The same concerns, only more so, apply to the Shia-dominated Hashd al-Shaabi, or Popular Mobilisation Units. Their leaders claim that it will be impossible to regain control of Mosul unless they are involved. However, when Iraqi security forces (ISF) drove IS out of Ramadi, the capital of largely Sunni Anbar province, earlier this year, the Baghdad government, under pressure from the Americans, ordered the Hashd, some of which are trained by Iran, to stay away. They did not want a repeat of the sectarian reprisals that marred the retaking of another Sunni city, Tikrit, last year.
There are other risks in deploying the Hashd for the assault on Mosul. In a survey carried out in February by an Iraqi polling firm that included 120 respondents in Mosul, 74% said they did not want to be liberated by the mainly Shia Iraqi army on its own, while 100% said they did not want to be liberated by Shia militias or Kurds. That does not mean Mosul’s inhabitants support IS—according to a nationwide survey in January, 95% of Iraqi Sunnis oppose it—but it does suggest that they are at least as fearful of their potential liberators as they are of their oppressors. One solution would be to bring more Sunnis into the Hashd, but it will be hard to rebalance a force that consists of some 120,000 Shias and only about 16,000 Sunnis.
Mr Pregent says that the force that eventually goes to Mosul must be mostly Sunni. He argues that it should be recruited from among the American-trained soldiers and officers who were purged from the army by the former prime minister, Nouri al-Maliki. He reckons that there are as many as 50,000 such men, some of them sitting in camps for internally displaced people, who, with an offer of some back pay, would be keen to join up.

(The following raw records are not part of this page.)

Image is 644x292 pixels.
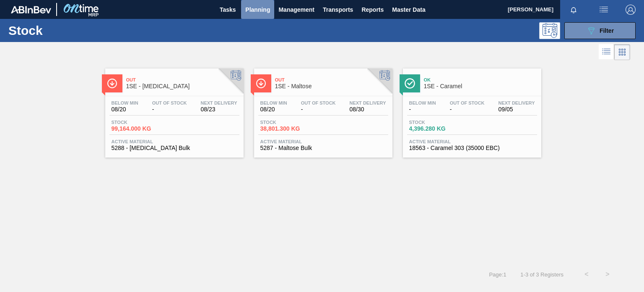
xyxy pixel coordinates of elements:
span: Below Min [111,100,139,105]
span: 1 - 3 of 3 Registers [519,271,563,277]
span: 08/30 [350,106,386,113]
button: Filter [565,22,636,39]
img: Ícone [405,78,415,89]
span: Stock [260,119,319,125]
span: 5288 - Dextrose Bulk [111,145,237,151]
div: Programming: no user selected [539,22,560,39]
span: 5287 - Maltose Bulk [260,145,386,151]
span: Active Material [111,139,237,144]
span: 99,164.000 KG [111,125,170,132]
span: Planning [245,5,270,15]
span: Next Delivery [350,100,386,105]
span: Active Material [260,139,386,144]
span: Ok [424,77,537,82]
span: - [153,106,187,113]
a: ÍconeOk1SE - CaramelBelow Min-Out Of Stock-Next Delivery09/05Stock4,396.280 KGActive Material1856... [397,62,545,157]
span: Active Material [410,139,535,144]
span: Next Delivery [499,100,535,105]
span: Page : 1 [489,271,506,277]
a: ÍconeOut1SE - MaltoseBelow Min08/20Out Of Stock-Next Delivery08/30Stock38,801.300 KGActive Materi... [248,62,397,157]
span: Out Of Stock [450,100,485,105]
img: Logout [625,5,636,15]
span: - [450,106,485,113]
a: ÍconeOut1SE - [MEDICAL_DATA]Below Min08/20Out Of Stock-Next Delivery08/23Stock99,164.000 KGActive... [99,62,248,157]
span: 1SE - Dextrose [127,83,240,89]
span: Below Min [410,100,436,105]
span: Transports [323,5,353,15]
span: 08/20 [260,106,287,113]
span: Master Data [392,5,425,15]
span: Filter [599,27,614,34]
span: Stock [410,119,468,125]
span: 4,396.280 KG [410,125,468,132]
span: 1SE - Maltose [275,83,388,89]
span: Reports [362,5,384,15]
span: Stock [111,119,170,125]
span: 08/23 [201,106,237,113]
img: Ícone [256,78,266,89]
span: 08/20 [111,106,139,113]
span: 18563 - Caramel 303 (35000 EBC) [410,145,535,151]
h1: Stock [9,25,129,35]
span: Out Of Stock [153,100,187,105]
span: Out [275,77,388,82]
div: Card Vision [614,44,630,60]
img: TNhmsLtSVTkK8tSr43FrP2fwEKptu5GPRR3wAAAABJRU5ErkJggg== [11,6,51,13]
img: Ícone [107,78,117,89]
button: > [597,263,618,285]
span: 38,801.300 KG [260,125,319,132]
span: Tasks [218,5,237,15]
button: < [576,263,597,285]
span: 09/05 [499,106,535,113]
button: Notifications [560,4,587,15]
img: userActions [599,5,609,15]
span: Below Min [260,100,287,105]
span: Out Of Stock [301,100,336,105]
span: - [301,106,336,113]
span: - [410,106,436,113]
span: Next Delivery [201,100,237,105]
span: Management [278,5,314,15]
span: 1SE - Caramel [424,83,537,89]
div: List Vision [599,44,614,60]
span: Out [127,77,240,82]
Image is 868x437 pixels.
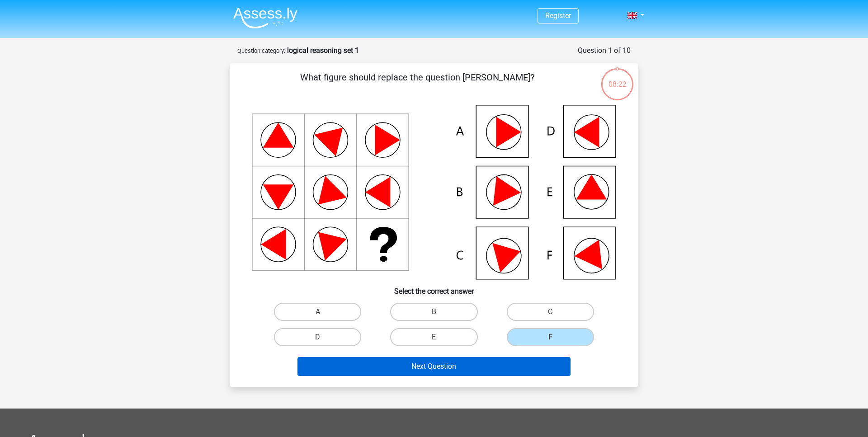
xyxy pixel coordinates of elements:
[244,71,590,97] p: What figure should replace the question [PERSON_NAME]?
[545,11,571,20] a: Register
[578,45,631,56] div: Question 1 of 10
[287,46,359,55] strong: logical reasoning set 1
[274,328,361,346] label: D
[244,280,624,295] h6: Select the correct answer
[297,357,571,376] button: Next Question
[274,303,361,321] label: A
[390,328,477,346] label: E
[507,328,594,346] label: F
[507,303,594,321] label: C
[237,47,285,55] small: Question category:
[234,7,297,28] img: Assessly
[601,67,634,90] div: 08:22
[390,303,477,321] label: B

Another factor in the battle for Mosul will be the size and role of American forces. Air strikes are a given, but the Pentagon has said that it wants to set up more fire bases of the kind that came under attack last month. Both Ashton Carter, the defence secretary, and General Joe Dunford, the chairman of the joint chiefs of staff, have put forward plans that are believed to include, among other things, the deployment of more special forces and Apache helicopter gunships. These could operate from a new airbase at Erbil, 20 minutes’ flying time from Mosul, if allowed to do so by the Iraqi Kurdistan authorities.
However, the White House has yet to agree. Barack Obama’s pledge of no “boots on the ground” has worn thin, but there is little indication that he is ready to sanction military support on the scale needed to regain Mosul. That may have to wait until the election of a new president—another reason to suppose that Mosul will be in IS hands until next year.

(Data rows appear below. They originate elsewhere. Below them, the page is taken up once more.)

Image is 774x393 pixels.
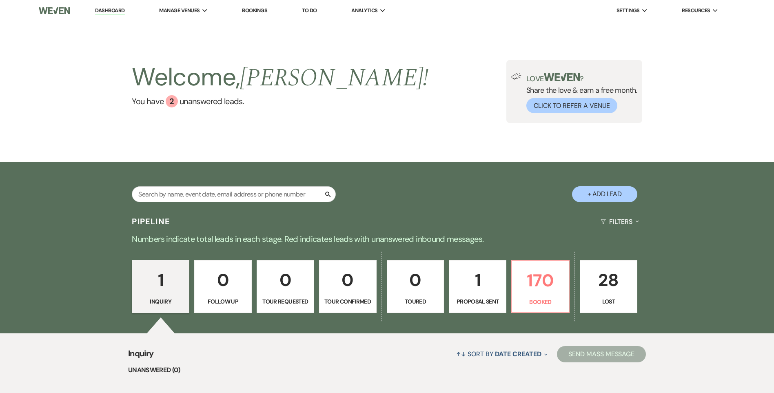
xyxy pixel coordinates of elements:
span: Analytics [351,7,378,15]
p: Lost [585,297,632,306]
a: Bookings [242,7,267,14]
a: 1Proposal Sent [449,260,507,313]
span: Manage Venues [159,7,200,15]
p: 1 [454,266,501,294]
a: 170Booked [512,260,570,313]
p: 1 [137,266,184,294]
a: Dashboard [95,7,125,15]
p: Love ? [527,73,638,82]
button: Click to Refer a Venue [527,98,618,113]
h3: Pipeline [132,216,170,227]
p: 0 [200,266,247,294]
p: 28 [585,266,632,294]
button: + Add Lead [572,186,638,202]
h2: Welcome, [132,60,429,95]
p: Proposal Sent [454,297,501,306]
p: Inquiry [137,297,184,306]
div: 2 [166,95,178,107]
p: 0 [262,266,309,294]
a: 0Toured [387,260,445,313]
a: To Do [302,7,317,14]
span: ↑↓ [456,349,466,358]
div: Share the love & earn a free month. [522,73,638,113]
span: Settings [617,7,640,15]
p: 0 [325,266,371,294]
li: Unanswered (0) [128,365,646,375]
p: Toured [392,297,439,306]
p: 170 [517,267,564,294]
span: Inquiry [128,347,154,365]
a: 1Inquiry [132,260,189,313]
p: Tour Requested [262,297,309,306]
p: Follow Up [200,297,247,306]
img: loud-speaker-illustration.svg [512,73,522,80]
a: 28Lost [580,260,638,313]
button: Filters [598,211,642,232]
a: 0Tour Confirmed [319,260,377,313]
button: Send Mass Message [557,346,646,362]
p: Numbers indicate total leads in each stage. Red indicates leads with unanswered inbound messages. [93,232,681,245]
a: 0Follow Up [194,260,252,313]
span: Resources [682,7,710,15]
input: Search by name, event date, email address or phone number [132,186,336,202]
p: Tour Confirmed [325,297,371,306]
span: [PERSON_NAME] ! [240,59,429,97]
p: Booked [517,297,564,306]
a: 0Tour Requested [257,260,314,313]
button: Sort By Date Created [453,343,551,365]
img: Weven Logo [39,2,70,19]
img: weven-logo-green.svg [544,73,581,81]
span: Date Created [495,349,541,358]
a: You have 2 unanswered leads. [132,95,429,107]
p: 0 [392,266,439,294]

The enemy also gets a vote, at least on the battlefield. Patrick Martin of the Institute for the Study of War, a think-tank in Washington, DC, notes that a recent spate of spectacular suicide-attacks by IS in the south suggests that its strategy is now to destabilise Iraq’s southern provinces, thus putting pressure on the Iraqi army and the Hashd to restrict their operations in the north and west. IS knows that the fall of Mosul will signal, in effect, its defeat in Iraq; so it is determined to delay that moment for as long as it can. It may one day lose its bloody grip on the city. But when, how and at what cost it will be liberated, remains to be seen.